True Nature - Knut Marons Early Bilder Über Landschaften Andreas Steffens the Political

True Nature - Knut Marons Early Bilder Über Landschaften Andreas Steffens the Political

True Nature - Knut Marons early "Bilder über Landschaften"
Andreas Steffens
The political turmoil of the "German Autumn" in which the unbearable 1970s culminated was followed by the intellectual excitement about the "New Philosophers" (nouveaux philosophes) and "Postmodernism" with which the 1980s began. It was the time when first theoretical concepts about "the virtual" and "new media" emerged, and the newest aesthetic reverted to its oldest origins in a newly defined Romanticism, and the rediscovery of the "sublime" proved just how precisely old thinking could apply to the new phenomena. This was also the time of colour photography's legitimisation as an artistic medium. William Eggleston had secured its breakthrough in 1976 with his show at the Museum of Modern Art in New York. From this point artists were presented with the challenge of increasing the recognition of this widespread journalistic medium as a concentrated visual art form.
In this respect Knut Maron's "Bilder über Landschaften" (images over and about landscapes) retrospectively prove to have accomplished first-rate pioneering work on this front. Developed in the very first lab for colour photography set up in a German art academy at the Folkwangschule in Essen, they were instantly more than just experiments. In an ironic reversal of the relation between object and theme, they turned the popular Polaroid photograph into a medium for rather metaphysical war coverage from the dregs of a petit bourgeois summer holidaymaker's misconception of nature. They epitomise the aesthetic imperative of the insignificance of man as a theme in landscape painting that Heinrich Wölfflin had established in 1926 in review about Arnold Böcklin. The manner in which Maron's photographs depict humans in the context of nature, demonstrates how disconnected they are from nature. Even in a photograph including more than 30 people, they seem to be disappearing. While these figures are essential to the composition, they assert the reality of human superfluity.
In this metaphysical transferral, the matter of "sublime" quality, which 1980s aesthetics discovered in a more anthropological sense, becomes evident: as much we are an integral part of nature as humans, we also find ourselves in a relationship of mutual estrangement. In this early series, Maron succeeds in emancipating colour photography from the aesthetics of documentary journalism by establishing an extreme external position: the photographer simply observes, he just looks and no longer takes part in the situation he is showing. And that is exactly where the first and most important criterion of the photographic work of art lies: in commenting the scene it grasps.
The comment these "Bilder über Landschaften" offer is conceivably matter of fact, and at the same time they express a tentative intense beauty and an equally tentative indication of an elementary threat that foils the romantic misunderstanding of Romanticism as a taming of nature: the world continues to exist without us; we exist, but we only become a requisite part of it through the position we take.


== What you need to do ==
Scan the listing below for the word "Tibial" and copy every line that has it.

== Data to use ==

§

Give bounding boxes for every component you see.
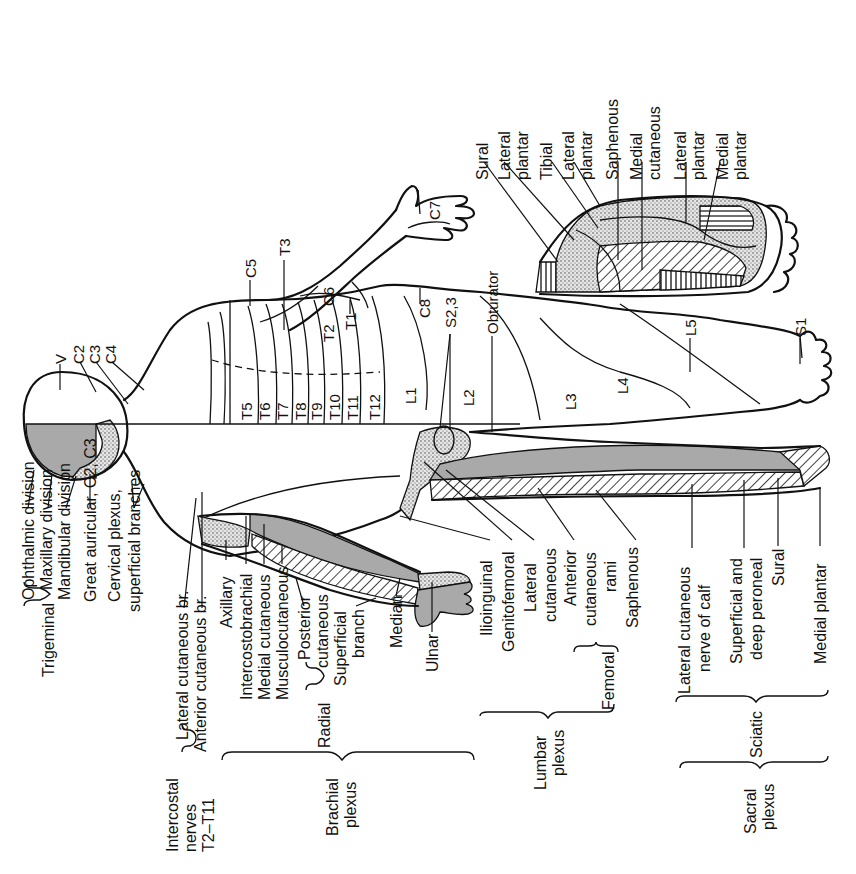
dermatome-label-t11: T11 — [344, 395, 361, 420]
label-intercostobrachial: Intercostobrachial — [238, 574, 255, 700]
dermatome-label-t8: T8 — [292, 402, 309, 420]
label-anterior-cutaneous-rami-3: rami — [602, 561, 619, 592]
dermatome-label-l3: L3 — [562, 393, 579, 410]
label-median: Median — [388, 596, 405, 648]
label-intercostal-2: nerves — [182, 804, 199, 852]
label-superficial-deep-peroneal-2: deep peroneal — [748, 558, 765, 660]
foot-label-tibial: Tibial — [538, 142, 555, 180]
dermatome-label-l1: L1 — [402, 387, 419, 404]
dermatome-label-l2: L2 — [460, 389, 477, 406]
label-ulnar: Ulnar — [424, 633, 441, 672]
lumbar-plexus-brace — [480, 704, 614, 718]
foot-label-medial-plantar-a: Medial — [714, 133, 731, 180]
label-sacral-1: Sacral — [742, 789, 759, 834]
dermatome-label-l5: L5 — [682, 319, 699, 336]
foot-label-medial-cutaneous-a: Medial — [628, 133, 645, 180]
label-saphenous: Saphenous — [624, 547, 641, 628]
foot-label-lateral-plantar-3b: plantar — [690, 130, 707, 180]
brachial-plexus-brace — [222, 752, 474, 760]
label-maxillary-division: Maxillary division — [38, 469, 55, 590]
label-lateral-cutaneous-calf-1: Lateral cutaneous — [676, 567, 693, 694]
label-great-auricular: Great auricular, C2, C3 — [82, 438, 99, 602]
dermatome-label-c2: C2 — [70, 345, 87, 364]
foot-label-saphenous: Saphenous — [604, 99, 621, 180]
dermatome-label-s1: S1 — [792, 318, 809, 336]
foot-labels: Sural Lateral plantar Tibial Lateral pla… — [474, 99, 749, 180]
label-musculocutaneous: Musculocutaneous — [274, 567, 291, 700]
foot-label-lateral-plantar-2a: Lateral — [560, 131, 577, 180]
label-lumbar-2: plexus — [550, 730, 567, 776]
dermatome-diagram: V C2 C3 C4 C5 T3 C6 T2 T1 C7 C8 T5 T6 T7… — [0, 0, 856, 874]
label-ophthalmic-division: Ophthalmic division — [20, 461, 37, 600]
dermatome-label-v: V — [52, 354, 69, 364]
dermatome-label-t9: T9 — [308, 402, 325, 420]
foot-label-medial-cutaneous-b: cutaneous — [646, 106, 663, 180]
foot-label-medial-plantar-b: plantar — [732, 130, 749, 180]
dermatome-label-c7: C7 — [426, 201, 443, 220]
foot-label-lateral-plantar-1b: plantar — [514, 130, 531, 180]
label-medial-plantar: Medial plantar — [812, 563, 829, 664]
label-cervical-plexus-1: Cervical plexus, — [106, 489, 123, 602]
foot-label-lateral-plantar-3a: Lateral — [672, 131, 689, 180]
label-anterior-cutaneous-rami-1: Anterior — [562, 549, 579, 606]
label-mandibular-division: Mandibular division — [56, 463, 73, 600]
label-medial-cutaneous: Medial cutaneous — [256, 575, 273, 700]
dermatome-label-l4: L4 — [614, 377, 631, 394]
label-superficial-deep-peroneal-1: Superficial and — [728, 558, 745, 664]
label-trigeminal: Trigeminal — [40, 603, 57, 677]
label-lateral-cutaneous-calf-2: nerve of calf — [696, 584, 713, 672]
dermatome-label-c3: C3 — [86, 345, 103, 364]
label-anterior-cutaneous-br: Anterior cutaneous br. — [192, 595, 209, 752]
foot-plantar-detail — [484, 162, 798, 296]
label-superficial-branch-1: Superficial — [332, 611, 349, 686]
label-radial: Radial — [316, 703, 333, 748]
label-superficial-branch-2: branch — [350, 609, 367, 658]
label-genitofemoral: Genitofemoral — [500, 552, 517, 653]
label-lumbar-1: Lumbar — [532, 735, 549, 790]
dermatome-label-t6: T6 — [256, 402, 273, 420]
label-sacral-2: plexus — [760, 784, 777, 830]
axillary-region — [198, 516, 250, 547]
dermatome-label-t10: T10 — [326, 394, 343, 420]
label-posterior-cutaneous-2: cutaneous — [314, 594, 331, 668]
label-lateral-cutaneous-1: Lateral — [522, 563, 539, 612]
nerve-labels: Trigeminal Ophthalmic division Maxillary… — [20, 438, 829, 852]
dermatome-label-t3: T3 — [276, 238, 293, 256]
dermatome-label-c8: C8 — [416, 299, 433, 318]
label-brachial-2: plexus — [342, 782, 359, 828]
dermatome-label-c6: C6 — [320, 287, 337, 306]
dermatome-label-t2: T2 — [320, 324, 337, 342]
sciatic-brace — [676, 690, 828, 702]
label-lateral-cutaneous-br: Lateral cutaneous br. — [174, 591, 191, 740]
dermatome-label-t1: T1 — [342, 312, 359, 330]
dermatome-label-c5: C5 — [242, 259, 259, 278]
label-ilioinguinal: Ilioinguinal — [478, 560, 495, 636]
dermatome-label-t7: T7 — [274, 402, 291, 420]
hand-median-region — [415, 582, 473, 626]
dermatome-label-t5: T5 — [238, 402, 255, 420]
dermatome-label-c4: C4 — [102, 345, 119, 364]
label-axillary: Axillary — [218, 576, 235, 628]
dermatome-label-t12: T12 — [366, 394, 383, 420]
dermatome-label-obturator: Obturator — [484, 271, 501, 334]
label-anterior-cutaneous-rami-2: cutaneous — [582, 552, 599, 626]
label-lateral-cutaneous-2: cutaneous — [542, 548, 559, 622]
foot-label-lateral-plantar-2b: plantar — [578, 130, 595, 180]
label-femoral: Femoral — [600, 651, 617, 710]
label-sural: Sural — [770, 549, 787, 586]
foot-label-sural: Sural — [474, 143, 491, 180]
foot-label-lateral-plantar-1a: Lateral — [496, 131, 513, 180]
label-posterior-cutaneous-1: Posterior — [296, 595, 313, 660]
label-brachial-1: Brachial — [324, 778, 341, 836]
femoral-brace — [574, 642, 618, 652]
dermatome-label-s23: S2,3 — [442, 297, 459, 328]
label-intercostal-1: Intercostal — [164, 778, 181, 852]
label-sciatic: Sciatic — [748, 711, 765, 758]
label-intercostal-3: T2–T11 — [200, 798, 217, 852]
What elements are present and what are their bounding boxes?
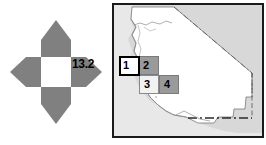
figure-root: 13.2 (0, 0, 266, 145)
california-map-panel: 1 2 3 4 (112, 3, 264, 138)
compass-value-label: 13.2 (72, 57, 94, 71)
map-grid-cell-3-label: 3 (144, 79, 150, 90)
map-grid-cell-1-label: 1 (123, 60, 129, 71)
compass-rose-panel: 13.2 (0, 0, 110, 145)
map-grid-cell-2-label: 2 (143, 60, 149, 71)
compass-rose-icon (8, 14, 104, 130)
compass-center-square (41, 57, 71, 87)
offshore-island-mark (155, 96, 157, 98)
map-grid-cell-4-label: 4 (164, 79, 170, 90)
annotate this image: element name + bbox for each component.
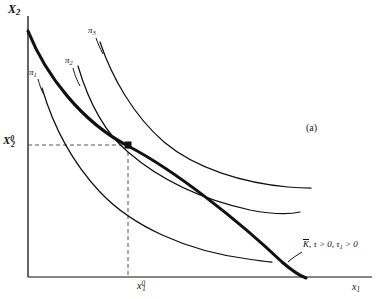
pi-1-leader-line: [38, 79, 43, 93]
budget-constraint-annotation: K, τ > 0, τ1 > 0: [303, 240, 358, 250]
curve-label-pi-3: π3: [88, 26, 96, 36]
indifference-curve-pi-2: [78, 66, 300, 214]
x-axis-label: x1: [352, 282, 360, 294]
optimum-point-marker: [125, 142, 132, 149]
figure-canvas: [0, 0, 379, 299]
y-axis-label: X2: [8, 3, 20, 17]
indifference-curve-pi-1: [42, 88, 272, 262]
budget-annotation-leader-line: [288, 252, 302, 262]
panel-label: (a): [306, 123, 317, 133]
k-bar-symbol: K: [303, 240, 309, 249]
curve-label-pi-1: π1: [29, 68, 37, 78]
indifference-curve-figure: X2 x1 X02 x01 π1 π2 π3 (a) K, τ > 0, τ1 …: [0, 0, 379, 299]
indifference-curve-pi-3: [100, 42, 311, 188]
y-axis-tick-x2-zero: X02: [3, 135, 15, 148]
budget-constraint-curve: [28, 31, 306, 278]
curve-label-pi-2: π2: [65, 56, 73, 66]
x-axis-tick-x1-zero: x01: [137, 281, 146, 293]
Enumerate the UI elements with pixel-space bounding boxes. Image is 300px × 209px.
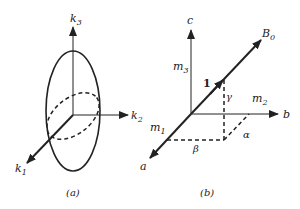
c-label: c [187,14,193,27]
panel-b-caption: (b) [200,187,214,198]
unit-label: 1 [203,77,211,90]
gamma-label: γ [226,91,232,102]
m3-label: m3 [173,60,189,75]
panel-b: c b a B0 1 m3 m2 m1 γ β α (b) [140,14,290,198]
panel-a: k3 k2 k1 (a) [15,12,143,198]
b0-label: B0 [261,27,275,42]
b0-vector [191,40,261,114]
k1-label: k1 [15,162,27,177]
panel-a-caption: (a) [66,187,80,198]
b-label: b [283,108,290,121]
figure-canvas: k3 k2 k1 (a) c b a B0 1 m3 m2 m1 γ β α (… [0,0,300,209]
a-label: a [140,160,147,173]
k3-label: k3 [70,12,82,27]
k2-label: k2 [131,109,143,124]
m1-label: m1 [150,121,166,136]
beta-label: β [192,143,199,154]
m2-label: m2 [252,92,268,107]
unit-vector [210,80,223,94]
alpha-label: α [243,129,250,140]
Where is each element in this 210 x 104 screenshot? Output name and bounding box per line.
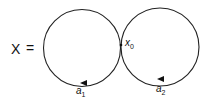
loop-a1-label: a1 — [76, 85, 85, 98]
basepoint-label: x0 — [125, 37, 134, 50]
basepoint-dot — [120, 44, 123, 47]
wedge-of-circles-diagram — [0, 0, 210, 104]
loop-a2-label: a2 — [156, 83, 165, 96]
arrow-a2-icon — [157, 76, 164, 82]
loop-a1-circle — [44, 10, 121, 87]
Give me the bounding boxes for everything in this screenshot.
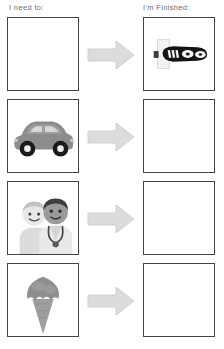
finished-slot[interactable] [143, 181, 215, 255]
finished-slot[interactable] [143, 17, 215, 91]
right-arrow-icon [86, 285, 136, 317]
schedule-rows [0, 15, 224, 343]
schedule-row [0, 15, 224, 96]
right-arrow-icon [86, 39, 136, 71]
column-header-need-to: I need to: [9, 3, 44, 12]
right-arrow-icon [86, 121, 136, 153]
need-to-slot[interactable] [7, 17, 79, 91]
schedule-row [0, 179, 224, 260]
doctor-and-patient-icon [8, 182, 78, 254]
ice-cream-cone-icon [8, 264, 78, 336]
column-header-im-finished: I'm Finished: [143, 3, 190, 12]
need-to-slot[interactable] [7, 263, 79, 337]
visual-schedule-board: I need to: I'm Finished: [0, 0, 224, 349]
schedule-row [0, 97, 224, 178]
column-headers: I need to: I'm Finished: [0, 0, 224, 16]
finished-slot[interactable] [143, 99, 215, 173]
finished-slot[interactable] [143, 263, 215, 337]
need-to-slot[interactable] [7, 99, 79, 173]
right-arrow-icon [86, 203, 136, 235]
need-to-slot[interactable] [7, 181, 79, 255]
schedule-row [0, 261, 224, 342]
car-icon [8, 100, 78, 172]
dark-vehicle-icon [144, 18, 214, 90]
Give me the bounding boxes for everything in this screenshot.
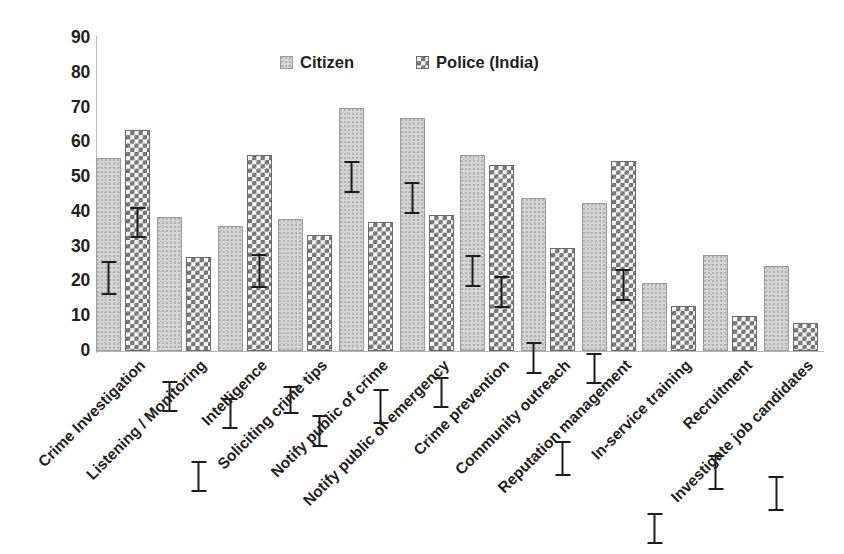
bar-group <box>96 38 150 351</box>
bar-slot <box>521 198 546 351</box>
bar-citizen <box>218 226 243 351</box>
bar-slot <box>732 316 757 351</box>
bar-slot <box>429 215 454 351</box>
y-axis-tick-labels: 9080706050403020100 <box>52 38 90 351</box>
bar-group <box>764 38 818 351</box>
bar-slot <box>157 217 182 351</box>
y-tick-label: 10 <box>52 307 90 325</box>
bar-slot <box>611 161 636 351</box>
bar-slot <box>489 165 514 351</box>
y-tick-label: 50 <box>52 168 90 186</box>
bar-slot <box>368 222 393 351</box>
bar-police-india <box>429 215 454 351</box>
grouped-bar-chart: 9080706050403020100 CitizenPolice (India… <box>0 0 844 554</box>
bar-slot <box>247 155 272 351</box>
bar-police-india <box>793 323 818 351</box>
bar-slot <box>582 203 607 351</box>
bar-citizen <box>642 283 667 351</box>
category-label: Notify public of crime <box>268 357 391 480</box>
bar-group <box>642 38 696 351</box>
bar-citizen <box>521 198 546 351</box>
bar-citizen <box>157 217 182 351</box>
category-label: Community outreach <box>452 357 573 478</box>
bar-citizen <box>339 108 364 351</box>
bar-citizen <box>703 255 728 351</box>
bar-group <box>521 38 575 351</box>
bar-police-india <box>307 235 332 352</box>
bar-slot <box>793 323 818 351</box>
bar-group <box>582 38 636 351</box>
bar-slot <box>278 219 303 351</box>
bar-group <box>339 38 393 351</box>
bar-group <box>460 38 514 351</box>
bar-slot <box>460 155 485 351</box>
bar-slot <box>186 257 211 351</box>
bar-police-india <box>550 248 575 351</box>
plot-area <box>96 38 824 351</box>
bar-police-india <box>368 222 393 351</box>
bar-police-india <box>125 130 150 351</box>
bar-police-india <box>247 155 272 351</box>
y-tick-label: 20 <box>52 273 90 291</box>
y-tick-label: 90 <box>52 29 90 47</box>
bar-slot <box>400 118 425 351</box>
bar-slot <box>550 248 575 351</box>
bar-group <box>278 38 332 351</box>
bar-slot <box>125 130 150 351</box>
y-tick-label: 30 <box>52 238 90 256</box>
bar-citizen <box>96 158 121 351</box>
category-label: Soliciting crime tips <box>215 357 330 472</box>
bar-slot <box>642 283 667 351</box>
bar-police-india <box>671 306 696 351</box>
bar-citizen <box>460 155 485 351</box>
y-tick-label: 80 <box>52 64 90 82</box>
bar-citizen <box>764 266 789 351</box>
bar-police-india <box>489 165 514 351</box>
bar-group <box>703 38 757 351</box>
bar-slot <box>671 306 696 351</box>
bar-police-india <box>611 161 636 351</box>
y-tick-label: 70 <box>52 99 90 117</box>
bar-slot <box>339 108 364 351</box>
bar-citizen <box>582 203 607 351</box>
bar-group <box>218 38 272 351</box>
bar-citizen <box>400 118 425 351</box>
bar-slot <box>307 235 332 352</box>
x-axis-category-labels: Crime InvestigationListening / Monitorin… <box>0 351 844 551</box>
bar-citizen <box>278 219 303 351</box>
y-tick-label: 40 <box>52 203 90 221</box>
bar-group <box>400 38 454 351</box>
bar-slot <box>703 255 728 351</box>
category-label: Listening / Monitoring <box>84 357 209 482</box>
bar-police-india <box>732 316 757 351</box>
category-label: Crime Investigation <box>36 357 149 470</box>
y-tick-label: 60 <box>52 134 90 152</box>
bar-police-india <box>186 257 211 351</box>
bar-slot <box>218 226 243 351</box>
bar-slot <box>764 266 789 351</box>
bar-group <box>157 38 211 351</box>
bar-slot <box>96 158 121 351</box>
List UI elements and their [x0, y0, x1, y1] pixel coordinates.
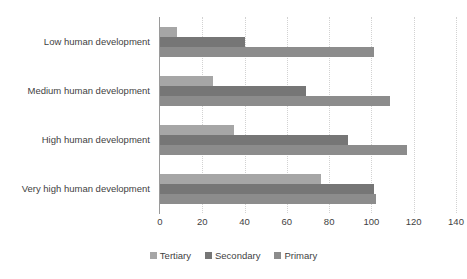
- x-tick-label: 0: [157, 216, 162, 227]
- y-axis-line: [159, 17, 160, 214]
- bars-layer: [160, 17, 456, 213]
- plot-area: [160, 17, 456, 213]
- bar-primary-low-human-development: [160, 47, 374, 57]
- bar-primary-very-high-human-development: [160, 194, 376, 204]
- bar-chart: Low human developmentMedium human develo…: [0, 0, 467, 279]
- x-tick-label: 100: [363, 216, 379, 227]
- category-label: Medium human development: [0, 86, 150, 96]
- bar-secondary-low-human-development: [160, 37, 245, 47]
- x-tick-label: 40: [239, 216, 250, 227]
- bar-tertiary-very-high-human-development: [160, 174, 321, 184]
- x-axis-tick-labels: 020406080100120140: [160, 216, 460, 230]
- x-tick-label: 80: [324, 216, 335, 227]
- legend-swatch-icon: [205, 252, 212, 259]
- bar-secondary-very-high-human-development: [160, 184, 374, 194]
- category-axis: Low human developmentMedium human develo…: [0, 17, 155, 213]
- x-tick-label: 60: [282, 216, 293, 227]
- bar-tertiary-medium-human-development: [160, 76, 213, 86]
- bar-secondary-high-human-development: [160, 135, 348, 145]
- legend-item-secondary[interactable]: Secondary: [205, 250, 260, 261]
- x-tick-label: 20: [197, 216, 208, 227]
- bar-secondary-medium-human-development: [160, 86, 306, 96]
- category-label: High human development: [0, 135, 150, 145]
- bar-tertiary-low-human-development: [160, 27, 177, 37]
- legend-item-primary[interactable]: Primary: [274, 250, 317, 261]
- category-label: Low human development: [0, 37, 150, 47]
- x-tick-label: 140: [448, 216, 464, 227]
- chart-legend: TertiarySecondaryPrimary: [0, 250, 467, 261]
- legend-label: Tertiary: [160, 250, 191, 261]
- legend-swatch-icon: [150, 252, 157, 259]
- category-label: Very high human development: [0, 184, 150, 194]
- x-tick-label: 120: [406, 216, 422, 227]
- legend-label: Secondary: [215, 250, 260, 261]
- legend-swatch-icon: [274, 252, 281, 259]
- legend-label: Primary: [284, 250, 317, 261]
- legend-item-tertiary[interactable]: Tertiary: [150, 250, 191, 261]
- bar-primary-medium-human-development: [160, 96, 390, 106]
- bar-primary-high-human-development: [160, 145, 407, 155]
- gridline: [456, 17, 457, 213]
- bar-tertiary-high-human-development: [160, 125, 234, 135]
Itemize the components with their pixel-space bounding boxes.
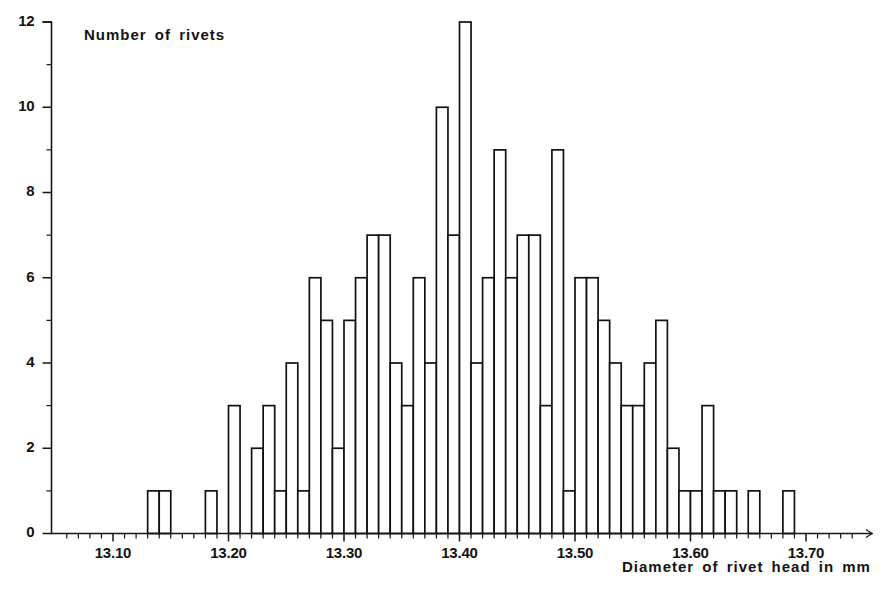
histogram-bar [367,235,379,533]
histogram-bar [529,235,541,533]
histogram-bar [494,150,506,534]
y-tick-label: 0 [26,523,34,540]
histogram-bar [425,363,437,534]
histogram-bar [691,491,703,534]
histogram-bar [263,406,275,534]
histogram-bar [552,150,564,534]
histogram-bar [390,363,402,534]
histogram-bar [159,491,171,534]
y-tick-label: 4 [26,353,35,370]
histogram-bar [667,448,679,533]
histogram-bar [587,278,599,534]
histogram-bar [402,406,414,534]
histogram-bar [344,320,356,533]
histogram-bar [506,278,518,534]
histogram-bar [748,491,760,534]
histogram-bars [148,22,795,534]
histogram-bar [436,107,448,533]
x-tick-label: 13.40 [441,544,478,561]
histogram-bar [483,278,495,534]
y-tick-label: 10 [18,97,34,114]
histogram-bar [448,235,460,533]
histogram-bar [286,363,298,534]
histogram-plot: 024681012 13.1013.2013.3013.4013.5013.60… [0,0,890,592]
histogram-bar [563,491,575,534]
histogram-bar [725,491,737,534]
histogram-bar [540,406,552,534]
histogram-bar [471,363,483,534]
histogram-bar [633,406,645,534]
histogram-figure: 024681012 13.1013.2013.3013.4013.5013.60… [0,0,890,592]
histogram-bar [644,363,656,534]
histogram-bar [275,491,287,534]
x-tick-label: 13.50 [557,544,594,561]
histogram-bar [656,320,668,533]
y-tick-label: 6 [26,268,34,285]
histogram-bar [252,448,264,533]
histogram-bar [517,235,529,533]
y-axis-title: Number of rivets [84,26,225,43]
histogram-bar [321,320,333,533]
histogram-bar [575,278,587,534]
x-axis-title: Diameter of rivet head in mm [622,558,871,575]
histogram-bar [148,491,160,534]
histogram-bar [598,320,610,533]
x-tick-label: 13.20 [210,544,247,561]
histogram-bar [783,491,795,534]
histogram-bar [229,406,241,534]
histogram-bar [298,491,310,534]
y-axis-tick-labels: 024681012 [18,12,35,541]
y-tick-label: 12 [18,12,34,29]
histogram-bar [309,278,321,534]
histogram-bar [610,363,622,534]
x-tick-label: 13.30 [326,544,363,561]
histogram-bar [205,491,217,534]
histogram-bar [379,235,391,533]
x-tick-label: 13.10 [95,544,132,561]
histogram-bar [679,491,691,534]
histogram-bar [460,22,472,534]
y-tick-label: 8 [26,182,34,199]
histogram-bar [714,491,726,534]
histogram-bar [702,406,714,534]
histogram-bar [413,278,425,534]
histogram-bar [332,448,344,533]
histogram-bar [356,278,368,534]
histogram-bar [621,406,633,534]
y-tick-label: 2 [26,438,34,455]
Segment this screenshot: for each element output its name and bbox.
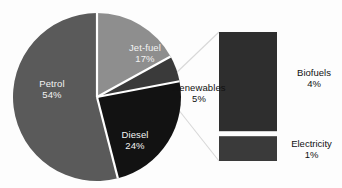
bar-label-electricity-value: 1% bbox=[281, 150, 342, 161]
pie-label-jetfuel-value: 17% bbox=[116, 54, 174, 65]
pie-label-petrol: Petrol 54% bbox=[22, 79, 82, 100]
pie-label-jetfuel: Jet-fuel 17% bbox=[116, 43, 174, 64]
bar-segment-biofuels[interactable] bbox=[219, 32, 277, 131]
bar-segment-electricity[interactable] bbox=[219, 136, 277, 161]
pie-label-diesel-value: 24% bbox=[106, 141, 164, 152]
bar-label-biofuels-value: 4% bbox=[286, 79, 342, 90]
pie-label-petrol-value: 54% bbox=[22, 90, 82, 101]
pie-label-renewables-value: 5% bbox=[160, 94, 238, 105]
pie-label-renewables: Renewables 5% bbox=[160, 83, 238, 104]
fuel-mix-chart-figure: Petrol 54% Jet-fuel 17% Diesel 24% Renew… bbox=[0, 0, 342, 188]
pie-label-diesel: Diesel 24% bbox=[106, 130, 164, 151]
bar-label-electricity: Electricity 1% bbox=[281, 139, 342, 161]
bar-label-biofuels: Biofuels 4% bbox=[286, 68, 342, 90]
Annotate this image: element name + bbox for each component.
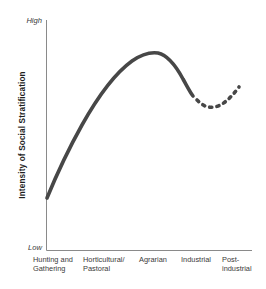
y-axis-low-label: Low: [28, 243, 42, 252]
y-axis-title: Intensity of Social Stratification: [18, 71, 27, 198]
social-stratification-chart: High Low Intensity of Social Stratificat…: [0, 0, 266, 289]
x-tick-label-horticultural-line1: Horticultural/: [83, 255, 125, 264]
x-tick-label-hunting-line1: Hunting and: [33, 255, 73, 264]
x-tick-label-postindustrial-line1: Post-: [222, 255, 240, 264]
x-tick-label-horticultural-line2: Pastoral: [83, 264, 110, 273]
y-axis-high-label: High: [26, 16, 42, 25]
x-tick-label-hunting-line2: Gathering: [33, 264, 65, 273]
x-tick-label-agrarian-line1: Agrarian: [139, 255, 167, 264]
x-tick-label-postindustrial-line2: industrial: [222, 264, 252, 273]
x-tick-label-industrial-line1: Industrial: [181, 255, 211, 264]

§

== Output for this task ==
foot-label-tibial: Tibial — [538, 142, 555, 180]
foot-labels: Sural Lateral plantar Tibial Lateral pla… — [474, 99, 749, 180]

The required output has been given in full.